Introduction to Computation and Programming Using Python |
Author: John V Guttag
Python and computation - what else could go together so well? This is a really good book provided you are the right reader. It is not a dummy's book and it isn't exclusively focused on teaching you to code in Python. This is a more general book on the ideas and practice of programming and algorithm construction - it also has a slightly academic feel to it, even though the style is casual and there are lots of encouraging words. Don't buy this book if you are looking for a primer on Python or something that will show you the tricks of Python or how it is applied. The book uses Python 2 but this is largely irrelevant and the language takes second place to more general ideas. It is also worth mentioning that this is the text book for the Introduction to Computer Science and Programming Using Python MOOC on edX, which is co-taught by its author John Guttag.
Chapter 1 is a vague introduction to the book and its aims. Right from the word go you are confronted with difficult and sophisticated ideas - the Church Turing thesis is explained on page 5, for example. Chapter 2 is the usual getting started and it outlines how to use IDLE to write programs but it also deals with objects, expressions, types, branching and strings. This isn't a book for the slow or for the non-mathematically trained. You don't have to be a math genius but you certainly can't be a math denier either. This is all clearly spoken, but technical, stuff. Chapter 3 is about numerical programs and again you need a bit of math to help you out. Here we learn about for loops and the difficulties of using floats. Chapter 4 is we we start to learn about functions and subtle ideas such as scoping. The author uses the simplifying idea that everything is an object and all variables are references to objects. This avoids the distinction between objects and primitive types and it is simpler. Chapter 5 moves on to data structures - tuples, lists and dictionaries. Here the student has to master the idea of references and mutability. Chapter 6 is a look at testing and debugging - the hypothesis experiment approach where you state what the program should do and work out a way to verify that it is doing it. The other side of the debugging coin is exception handling and this is covered in the next chapter. Chapter 8 introduces the idea of object oriented programming. Classes, objects, inheritance and encapsulation. It also deals with the sort of theoretical topics that are usually ignored in learn to program books - the substitution principle for example. From here on in the book shows its true colors and dives into computer science. We haven't been learning Python with an eye to doing anything deeply practical with it. We have been learning Python as a way of examining computer science concepts. Chapter 9 explains, very gently the ideas of algorithmic complexity - log, linear, log-linear etc and a comparison of complexity classes. From here what could be more natural than to move on to searching and sorting. Chapter 11 explores drawing graphs using PyLab but we are quickly back into general theory with chapter 12 and stochastic programs including statistics. Next random walks, Monte Carlo proper, experimental data and statistics.
The next two chapters bring us back to more mainstream computer science with a look at graphs - knapsack problem, disease modeling and shortest path algorithms - and dynamic programming. The final chapter takes a mad dash into the realm of machine learning - mostly clustering. Overall this is a well-written book, but it doesn't make any attempt to drop the intellectual level. You are expected to read and think about what you are being told. Right from the start the focus is on learning Python so that you can get to grips with even more interesting ideas. Don't expect to find anything about writing your first game or graphics for fun. This is serious stuff aimed at the serious student. The range of topics explored leans towards the statistics side of the science and it would make a good book for any student studying almost any STEM subject. Expect to learn as much about stats as computing as you progress. As long as you are the right reader, this is the right book and comes Highly Recommended.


▶ **AIM OF THE TASK**
Your answer must be a single number: the count of lines in the entries below that hold "Import".

▶ **DATA FOR PROCESSING**

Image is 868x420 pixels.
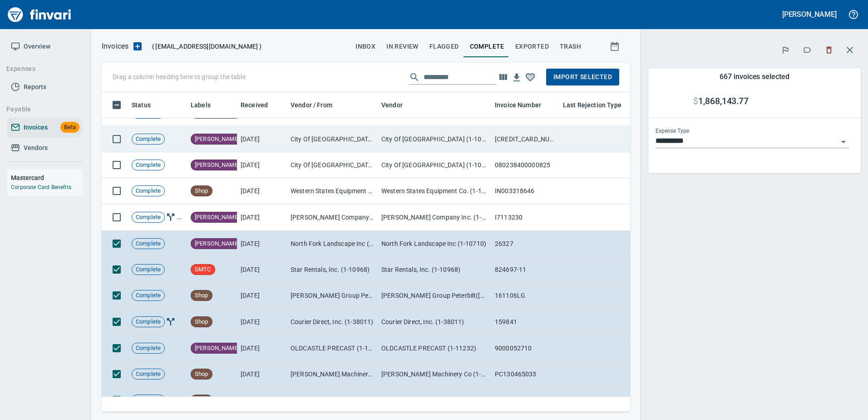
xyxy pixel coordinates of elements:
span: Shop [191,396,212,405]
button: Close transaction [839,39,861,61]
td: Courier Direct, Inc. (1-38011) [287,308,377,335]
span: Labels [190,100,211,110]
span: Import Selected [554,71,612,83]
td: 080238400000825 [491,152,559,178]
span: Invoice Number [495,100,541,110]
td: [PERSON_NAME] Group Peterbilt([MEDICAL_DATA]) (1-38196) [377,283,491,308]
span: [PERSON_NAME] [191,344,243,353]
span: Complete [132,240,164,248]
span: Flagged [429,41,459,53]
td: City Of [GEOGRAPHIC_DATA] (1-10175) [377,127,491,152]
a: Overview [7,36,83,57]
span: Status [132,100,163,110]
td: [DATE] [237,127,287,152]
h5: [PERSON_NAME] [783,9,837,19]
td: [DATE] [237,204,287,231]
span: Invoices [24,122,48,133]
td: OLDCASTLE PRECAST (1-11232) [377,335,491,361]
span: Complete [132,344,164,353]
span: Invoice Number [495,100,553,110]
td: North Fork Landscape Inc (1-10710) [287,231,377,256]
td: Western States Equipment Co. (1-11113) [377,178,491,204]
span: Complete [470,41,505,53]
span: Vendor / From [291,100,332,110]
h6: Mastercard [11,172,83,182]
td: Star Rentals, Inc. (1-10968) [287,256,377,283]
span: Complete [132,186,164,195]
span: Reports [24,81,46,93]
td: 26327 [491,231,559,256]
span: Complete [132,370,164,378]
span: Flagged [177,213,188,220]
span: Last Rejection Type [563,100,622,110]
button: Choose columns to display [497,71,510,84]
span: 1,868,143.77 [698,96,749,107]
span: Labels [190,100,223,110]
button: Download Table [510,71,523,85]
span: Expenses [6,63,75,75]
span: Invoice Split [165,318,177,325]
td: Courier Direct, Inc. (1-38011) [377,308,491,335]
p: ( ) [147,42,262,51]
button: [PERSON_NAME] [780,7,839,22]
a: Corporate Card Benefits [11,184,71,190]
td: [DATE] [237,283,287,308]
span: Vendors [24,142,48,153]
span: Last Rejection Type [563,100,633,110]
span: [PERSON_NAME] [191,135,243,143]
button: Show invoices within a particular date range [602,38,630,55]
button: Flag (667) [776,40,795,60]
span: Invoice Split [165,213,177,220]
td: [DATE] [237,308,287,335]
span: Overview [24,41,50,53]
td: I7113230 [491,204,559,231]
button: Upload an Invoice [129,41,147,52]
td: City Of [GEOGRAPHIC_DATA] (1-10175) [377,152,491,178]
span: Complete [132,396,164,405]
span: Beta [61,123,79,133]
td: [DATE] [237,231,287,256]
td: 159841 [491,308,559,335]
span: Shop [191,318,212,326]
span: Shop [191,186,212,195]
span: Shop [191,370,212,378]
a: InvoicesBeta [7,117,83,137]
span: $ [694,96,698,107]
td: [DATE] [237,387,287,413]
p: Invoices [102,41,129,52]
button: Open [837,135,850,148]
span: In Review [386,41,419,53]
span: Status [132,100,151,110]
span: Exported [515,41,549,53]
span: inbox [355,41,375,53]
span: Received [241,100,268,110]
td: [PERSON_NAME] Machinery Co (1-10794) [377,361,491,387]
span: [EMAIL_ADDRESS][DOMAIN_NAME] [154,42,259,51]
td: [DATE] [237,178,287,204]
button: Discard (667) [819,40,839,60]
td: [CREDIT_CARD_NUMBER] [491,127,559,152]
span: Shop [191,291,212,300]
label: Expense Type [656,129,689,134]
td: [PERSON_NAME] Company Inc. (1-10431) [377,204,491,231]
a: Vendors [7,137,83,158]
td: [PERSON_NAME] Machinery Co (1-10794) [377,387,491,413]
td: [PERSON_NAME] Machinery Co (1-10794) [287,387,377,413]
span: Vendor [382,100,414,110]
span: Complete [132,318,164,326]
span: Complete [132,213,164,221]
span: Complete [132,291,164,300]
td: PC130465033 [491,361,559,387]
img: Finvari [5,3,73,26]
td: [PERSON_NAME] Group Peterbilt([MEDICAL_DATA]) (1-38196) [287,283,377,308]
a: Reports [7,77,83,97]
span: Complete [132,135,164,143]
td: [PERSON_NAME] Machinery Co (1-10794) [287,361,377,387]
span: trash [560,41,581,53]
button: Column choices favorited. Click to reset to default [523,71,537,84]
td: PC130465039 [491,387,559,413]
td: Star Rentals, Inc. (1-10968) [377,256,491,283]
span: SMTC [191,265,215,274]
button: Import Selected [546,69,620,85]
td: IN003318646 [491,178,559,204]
* * *
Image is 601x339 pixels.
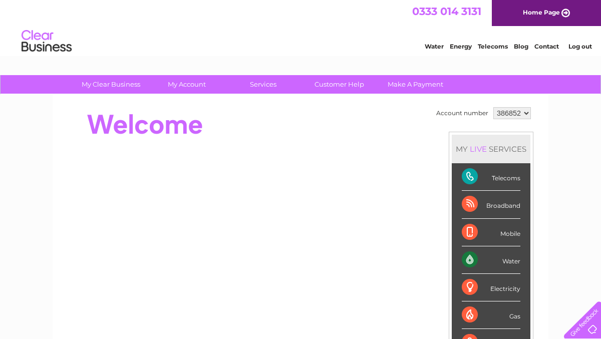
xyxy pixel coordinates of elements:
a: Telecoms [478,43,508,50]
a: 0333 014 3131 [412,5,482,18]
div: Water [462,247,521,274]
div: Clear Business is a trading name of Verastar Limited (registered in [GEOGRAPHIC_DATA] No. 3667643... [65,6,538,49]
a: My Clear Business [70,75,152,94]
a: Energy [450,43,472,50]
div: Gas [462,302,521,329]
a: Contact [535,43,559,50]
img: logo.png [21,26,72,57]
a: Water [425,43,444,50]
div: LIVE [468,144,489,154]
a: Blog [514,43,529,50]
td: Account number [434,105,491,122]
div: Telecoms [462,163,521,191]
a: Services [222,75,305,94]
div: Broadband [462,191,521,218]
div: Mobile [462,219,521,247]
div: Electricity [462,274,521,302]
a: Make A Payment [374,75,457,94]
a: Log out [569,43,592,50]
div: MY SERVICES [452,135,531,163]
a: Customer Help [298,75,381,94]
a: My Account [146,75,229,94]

▶ **RESPONSE BELOW**
2